Frames like de Bruyn's other recent effort Cha-Hit (1986) is an overwhelming film constantly in motion, blitzing its audience with abstract visuals. The film is a mixture of flickery, Letraset, light, scratching and hand-drawn colours. So rapid is the movement that it makes you wonder at times if you are looking at an image or its afterimage. Could a film like Frames be damaging to your retina or neurological functions? If you sat in front of this type of film long enough, would it send you on a trip? Could it awaken a patient out of a coma? After a confronting seven minutes I felt exhausted and slightly frazzled, such is the power of the film. A Dirk de Bruyn retrospective would certainly kill me. -Glen Hannah
A super 8 film conceived and shot by my friend Franklin Johnson around 1975 with additional footage shot by me.

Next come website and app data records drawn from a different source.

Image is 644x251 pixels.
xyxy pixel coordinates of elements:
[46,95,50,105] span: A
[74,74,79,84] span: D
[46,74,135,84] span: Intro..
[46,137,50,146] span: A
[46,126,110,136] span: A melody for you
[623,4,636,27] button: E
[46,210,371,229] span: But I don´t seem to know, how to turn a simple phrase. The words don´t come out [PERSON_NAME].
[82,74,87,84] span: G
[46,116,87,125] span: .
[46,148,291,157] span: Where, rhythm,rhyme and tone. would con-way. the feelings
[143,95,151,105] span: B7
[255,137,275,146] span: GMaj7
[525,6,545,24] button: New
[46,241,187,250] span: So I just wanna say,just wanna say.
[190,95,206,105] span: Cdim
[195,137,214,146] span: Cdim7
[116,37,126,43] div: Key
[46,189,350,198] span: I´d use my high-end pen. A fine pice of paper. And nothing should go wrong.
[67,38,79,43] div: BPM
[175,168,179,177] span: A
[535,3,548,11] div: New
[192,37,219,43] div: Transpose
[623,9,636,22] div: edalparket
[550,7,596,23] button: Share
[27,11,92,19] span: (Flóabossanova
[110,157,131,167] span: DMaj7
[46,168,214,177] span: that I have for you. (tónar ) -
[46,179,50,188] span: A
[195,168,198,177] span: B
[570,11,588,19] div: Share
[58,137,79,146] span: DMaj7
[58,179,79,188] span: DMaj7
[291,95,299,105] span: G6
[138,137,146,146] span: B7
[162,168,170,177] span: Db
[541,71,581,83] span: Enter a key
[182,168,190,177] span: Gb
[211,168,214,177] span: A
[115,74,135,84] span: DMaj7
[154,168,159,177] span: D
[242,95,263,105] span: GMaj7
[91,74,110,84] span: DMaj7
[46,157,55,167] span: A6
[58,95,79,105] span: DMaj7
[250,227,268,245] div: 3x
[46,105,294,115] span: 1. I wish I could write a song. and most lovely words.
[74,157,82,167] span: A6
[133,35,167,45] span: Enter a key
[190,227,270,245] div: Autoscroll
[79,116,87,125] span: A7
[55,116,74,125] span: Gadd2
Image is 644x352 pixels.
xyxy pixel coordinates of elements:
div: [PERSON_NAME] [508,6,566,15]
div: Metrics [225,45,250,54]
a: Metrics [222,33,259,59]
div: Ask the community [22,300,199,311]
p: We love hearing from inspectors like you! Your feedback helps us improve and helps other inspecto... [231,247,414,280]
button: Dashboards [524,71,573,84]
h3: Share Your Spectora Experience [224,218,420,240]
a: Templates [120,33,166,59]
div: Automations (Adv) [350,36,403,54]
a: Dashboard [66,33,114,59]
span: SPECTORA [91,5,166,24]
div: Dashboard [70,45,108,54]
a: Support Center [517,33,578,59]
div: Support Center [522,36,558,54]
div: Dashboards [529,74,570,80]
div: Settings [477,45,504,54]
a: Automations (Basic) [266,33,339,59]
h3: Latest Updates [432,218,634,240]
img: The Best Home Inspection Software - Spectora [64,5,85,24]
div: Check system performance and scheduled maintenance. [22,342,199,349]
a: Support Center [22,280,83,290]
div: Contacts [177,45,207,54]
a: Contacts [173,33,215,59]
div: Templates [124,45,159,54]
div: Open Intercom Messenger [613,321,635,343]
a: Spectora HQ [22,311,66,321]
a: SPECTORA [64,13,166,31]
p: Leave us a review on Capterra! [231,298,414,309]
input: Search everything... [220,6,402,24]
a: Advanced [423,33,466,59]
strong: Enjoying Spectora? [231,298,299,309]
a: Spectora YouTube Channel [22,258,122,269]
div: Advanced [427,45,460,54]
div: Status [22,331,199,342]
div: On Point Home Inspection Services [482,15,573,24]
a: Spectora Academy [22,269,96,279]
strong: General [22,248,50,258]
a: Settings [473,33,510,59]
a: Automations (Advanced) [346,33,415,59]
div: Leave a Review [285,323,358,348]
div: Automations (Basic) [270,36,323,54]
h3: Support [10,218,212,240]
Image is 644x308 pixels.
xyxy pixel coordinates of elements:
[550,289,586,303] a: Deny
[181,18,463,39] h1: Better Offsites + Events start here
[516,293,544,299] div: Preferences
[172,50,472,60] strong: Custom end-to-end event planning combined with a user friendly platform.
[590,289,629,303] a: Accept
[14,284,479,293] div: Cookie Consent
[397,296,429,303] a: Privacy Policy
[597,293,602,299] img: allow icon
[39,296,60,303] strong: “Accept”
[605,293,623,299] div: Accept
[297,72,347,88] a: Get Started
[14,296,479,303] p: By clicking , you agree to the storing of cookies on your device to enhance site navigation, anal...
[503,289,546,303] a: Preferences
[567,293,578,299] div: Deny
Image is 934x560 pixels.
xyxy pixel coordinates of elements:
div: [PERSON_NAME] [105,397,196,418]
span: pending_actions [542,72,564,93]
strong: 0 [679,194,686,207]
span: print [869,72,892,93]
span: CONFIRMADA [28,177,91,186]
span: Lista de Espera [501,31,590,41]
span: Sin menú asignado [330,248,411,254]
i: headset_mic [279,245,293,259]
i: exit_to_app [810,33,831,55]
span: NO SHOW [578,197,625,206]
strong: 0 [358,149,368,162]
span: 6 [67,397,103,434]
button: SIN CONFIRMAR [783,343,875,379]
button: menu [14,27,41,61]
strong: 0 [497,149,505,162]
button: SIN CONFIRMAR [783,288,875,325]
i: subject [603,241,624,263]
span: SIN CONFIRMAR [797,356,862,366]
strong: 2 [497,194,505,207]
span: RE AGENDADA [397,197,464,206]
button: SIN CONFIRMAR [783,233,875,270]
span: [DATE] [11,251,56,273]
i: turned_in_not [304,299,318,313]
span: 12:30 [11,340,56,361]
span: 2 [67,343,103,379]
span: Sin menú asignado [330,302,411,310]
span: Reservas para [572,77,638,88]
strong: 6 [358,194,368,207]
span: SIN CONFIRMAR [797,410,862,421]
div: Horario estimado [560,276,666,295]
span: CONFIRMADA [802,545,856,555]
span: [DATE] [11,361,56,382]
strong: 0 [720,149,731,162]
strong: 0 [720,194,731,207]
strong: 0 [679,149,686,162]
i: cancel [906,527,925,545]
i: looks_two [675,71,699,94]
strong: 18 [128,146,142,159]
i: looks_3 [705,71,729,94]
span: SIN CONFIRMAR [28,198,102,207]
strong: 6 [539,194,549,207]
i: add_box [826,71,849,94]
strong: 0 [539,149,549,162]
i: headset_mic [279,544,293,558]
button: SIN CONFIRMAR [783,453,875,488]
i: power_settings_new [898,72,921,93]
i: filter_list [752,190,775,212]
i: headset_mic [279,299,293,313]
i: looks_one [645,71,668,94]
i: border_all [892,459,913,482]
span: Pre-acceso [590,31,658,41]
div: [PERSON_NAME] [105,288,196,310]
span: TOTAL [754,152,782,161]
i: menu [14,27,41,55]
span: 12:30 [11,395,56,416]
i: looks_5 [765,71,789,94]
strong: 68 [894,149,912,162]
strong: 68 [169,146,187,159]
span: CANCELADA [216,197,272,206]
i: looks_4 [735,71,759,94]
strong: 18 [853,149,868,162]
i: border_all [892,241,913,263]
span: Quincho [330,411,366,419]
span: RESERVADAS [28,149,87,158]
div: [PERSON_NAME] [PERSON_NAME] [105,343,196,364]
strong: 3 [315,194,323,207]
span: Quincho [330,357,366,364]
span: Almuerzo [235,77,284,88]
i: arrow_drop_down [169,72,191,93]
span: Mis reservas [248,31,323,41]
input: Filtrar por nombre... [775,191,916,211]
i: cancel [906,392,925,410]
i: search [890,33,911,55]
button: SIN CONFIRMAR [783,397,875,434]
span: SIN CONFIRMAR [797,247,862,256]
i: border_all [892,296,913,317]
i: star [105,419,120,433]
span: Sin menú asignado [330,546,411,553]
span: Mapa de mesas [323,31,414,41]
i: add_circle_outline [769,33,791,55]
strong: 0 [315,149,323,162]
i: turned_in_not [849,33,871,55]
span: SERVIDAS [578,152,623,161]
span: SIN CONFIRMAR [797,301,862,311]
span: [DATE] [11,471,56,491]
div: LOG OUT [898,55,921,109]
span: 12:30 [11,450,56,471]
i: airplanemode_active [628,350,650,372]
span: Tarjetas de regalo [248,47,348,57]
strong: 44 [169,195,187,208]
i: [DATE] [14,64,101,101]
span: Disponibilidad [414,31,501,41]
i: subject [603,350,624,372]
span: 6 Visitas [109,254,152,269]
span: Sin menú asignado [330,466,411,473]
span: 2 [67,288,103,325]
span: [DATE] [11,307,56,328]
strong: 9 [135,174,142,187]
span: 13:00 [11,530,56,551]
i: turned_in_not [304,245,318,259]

Alex Ritt, a music video director comes to Italy to direct a video for pop sensation Stefania Stella. He soon encounters a mysterious killer who videotapes his victims for the police. As the horrible murders continue, Ritt is unknowingly pushed into the killer's games and he soon becomes a target of the police. The video-killer is on the loose and Ritt must find out the truth before it's too late.
An educational physics film utilizing a fascinating set consisting of a rotating table and furniture occupying surprisingly unpredictable spots within the viewing area, Leacock’s Frames of Reference (1960), features fine cinematography by Abraham Morochnik, and funny narration by University of Toronto professors Donald Ivey and Patterson Hume, in a wonderful example of the fun a creative team of filmmakers can have with a subject other, less imaginative types might find pedestrian.

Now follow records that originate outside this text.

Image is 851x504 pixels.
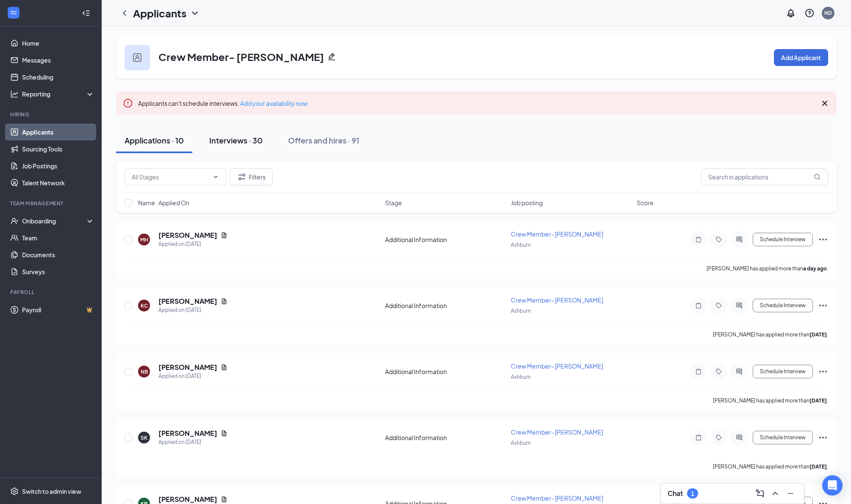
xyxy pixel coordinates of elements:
[510,308,531,314] span: Ashburn
[22,51,94,69] a: Messages
[701,169,828,185] input: Search in applications
[713,463,828,471] p: [PERSON_NAME] has applied more than .
[385,302,506,309] div: Additional Information
[159,429,217,438] h5: [PERSON_NAME]
[22,141,94,158] a: Sourcing Tools
[159,306,227,315] div: Applied on [DATE]
[691,490,694,497] div: 1
[510,297,603,304] span: Crew Member- [PERSON_NAME]
[220,232,227,238] svg: Document
[774,49,828,66] button: Add Applicant
[159,438,227,447] div: Applied on [DATE]
[713,331,828,339] p: [PERSON_NAME] has applied more than .
[10,111,93,118] div: Hiring
[81,9,90,17] svg: Collapse
[159,50,324,64] h3: Crew Member- [PERSON_NAME]
[140,237,148,243] div: MH
[510,374,531,380] span: Ashburn
[141,303,148,309] div: KC
[510,363,603,370] span: Crew Member- [PERSON_NAME]
[220,496,227,503] svg: Document
[141,369,148,375] div: NB
[510,429,603,436] span: Crew Member- [PERSON_NAME]
[190,8,200,18] svg: ChevronDown
[22,34,94,51] a: Home
[818,301,828,310] svg: Ellipses
[288,135,359,146] div: Offers and hires · 91
[714,303,724,309] svg: Tag
[22,158,94,174] a: Job Postings
[752,233,813,246] button: Schedule Interview
[769,487,782,501] button: ChevronUp
[734,369,745,375] svg: ActiveChat
[159,231,217,240] h5: [PERSON_NAME]
[693,303,703,309] svg: Note
[693,369,703,375] svg: Note
[10,289,93,296] div: Payroll
[714,369,724,375] svg: Tag
[803,266,827,272] b: a day ago
[714,435,724,441] svg: Tag
[734,435,745,441] svg: ActiveChat
[805,8,814,18] svg: QuestionInfo
[10,90,19,99] svg: Analysis
[119,8,130,18] svg: ChevronLeft
[230,169,273,185] button: Filter Filters
[510,231,603,237] span: Crew Member- [PERSON_NAME]
[814,173,820,180] svg: MagnifyingGlass
[22,90,95,99] div: Reporting
[159,363,217,372] h5: [PERSON_NAME]
[22,230,94,246] a: Team
[328,52,336,61] svg: Pencil
[752,431,813,444] button: Schedule Interview
[785,489,795,499] svg: Minimize
[159,372,227,381] div: Applied on [DATE]
[637,199,654,207] span: Score
[133,53,142,62] img: user icon
[237,171,247,182] svg: Filter
[810,398,827,404] b: [DATE]
[138,199,190,207] span: Name · Applied On
[693,435,703,441] svg: Note
[123,99,133,108] svg: Error
[22,487,81,495] div: Switch to admin view
[714,237,724,243] svg: Tag
[138,99,307,107] span: Applicants can't schedule interviews.
[810,332,827,338] b: [DATE]
[22,174,94,191] a: Talent Network
[783,487,797,501] button: Minimize
[819,99,830,108] svg: Cross
[770,489,781,499] svg: ChevronUp
[124,135,184,146] div: Applications · 10
[752,365,813,378] button: Schedule Interview
[22,263,94,280] a: Surveys
[822,475,842,495] div: Open Intercom Messenger
[693,237,703,243] svg: Note
[209,135,263,146] div: Interviews · 30
[220,430,227,437] svg: Document
[810,464,827,470] b: [DATE]
[141,435,148,441] div: SK
[713,397,828,405] p: [PERSON_NAME] has applied more than .
[9,9,18,17] svg: WorkstreamLogo
[510,242,531,248] span: Ashburn
[824,9,832,16] div: ND
[240,99,307,107] a: Add your availability now
[159,240,227,249] div: Applied on [DATE]
[385,236,506,243] div: Additional Information
[10,217,19,225] svg: UserCheck
[385,199,402,207] span: Stage
[734,303,745,309] svg: ActiveChat
[159,495,217,504] h5: [PERSON_NAME]
[707,265,828,272] p: [PERSON_NAME] has applied more than .
[22,246,94,263] a: Documents
[385,368,506,375] div: Additional Information
[385,434,506,441] div: Additional Information
[133,6,186,21] h1: Applicants
[752,299,813,312] button: Schedule Interview
[734,237,745,243] svg: ActiveChat
[220,364,227,371] svg: Document
[510,440,531,446] span: Ashburn
[667,489,683,498] h3: Chat
[10,200,93,207] div: Team Management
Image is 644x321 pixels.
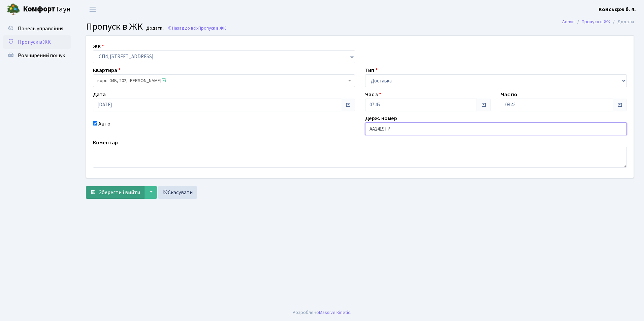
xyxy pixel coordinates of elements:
label: Час по [501,90,517,99]
a: Скасувати [158,186,197,199]
span: Пропуск в ЖК [18,39,51,46]
span: Пропуск в ЖК [86,20,143,33]
span: Панель управління [18,25,63,32]
div: Розроблено . [293,309,351,316]
label: Тип [365,66,377,74]
label: Дата [93,90,106,99]
label: Коментар [93,139,118,147]
span: Зберегти і вийти [99,189,140,196]
img: logo.png [7,2,20,16]
li: Додати [610,18,634,26]
a: Пропуск в ЖК [3,35,71,49]
label: Квартира [93,66,121,74]
span: Пропуск в ЖК [198,25,226,31]
b: Комфорт [23,4,55,14]
a: Розширений пошук [3,49,71,62]
a: Консьєрж б. 4. [598,5,636,13]
span: корп. 04Б, 202, Завалко Олександр Сергійович <span class='la la-check-square text-success'></span> [93,74,355,87]
nav: breadcrumb [552,15,644,29]
small: Додати . [145,26,164,31]
a: Massive Kinetic [319,309,350,316]
span: Розширений пошук [18,52,65,59]
button: Зберегти і вийти [86,186,144,199]
a: Назад до всіхПропуск в ЖК [168,25,226,31]
span: корп. 04Б, 202, Завалко Олександр Сергійович <span class='la la-check-square text-success'></span> [97,77,347,84]
a: Панель управління [3,22,71,35]
label: ЖК [93,42,104,51]
span: Таун [23,4,71,15]
label: Авто [98,120,110,128]
a: Admin [562,18,574,25]
label: Держ. номер [365,114,397,123]
a: Пропуск в ЖК [581,18,610,25]
b: Консьєрж б. 4. [598,6,636,13]
label: Час з [365,90,381,99]
button: Переключити навігацію [84,4,101,15]
input: АА1234АА [365,123,627,135]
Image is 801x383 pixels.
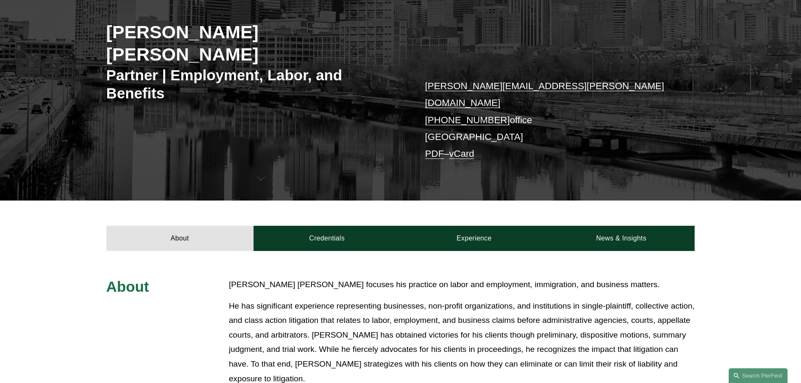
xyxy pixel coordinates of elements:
[449,148,474,159] a: vCard
[229,278,695,292] p: [PERSON_NAME] [PERSON_NAME] focuses his practice on labor and employment, immigration, and busine...
[425,78,670,163] p: office [GEOGRAPHIC_DATA] –
[425,148,444,159] a: PDF
[425,81,664,108] a: [PERSON_NAME][EMAIL_ADDRESS][PERSON_NAME][DOMAIN_NAME]
[254,226,401,251] a: Credentials
[106,278,149,295] span: About
[106,226,254,251] a: About
[106,21,401,65] h2: [PERSON_NAME] [PERSON_NAME]
[106,66,401,103] h3: Partner | Employment, Labor, and Benefits
[401,226,548,251] a: Experience
[548,226,695,251] a: News & Insights
[425,115,510,125] a: [PHONE_NUMBER]
[729,368,788,383] a: Search this site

High contrast black and white photography, a subjective camera and a quirky sense of humour contribute to this extraordinary portrait of the filmmaker’s neighbour Sophia, a working class woman from Cape Breton with opinions she’s not unwilling to (loudly) share. Clarke’s highly personal film is at once familiar and dispassionate – an innovative documentary which moves as kinetically as any action film.
“Cinema devoured me” said Lyudmila Kusakova, one of the first women art directors at “Mosfilm”. In her hands the panoply of items found at municipal dumps mutated into magical film sets which became a part the golden fund of our cinema. in her work she enjoyed the support of her husband and mentor mikhail kartashov. he helped lyudmila to find beauty in everyday articles and be ahead of time with her ideas. but dissimilar world views inevitably told on their marriage. can love withstand the tribulations in the family of two creative people for whom art and cinema became the meaning of life?
Israel's most celebrated war photographer, Micha Bar-Am, unfolds his extraordinary archive of over half a million negatives. A life devoted to recording a conflict for the prestigious Magnum agency.
Godina was ordered to make a short film glorifying the army, but instead made a film about making love, not war. The censors hacked it up, but he managed to save one complete copy.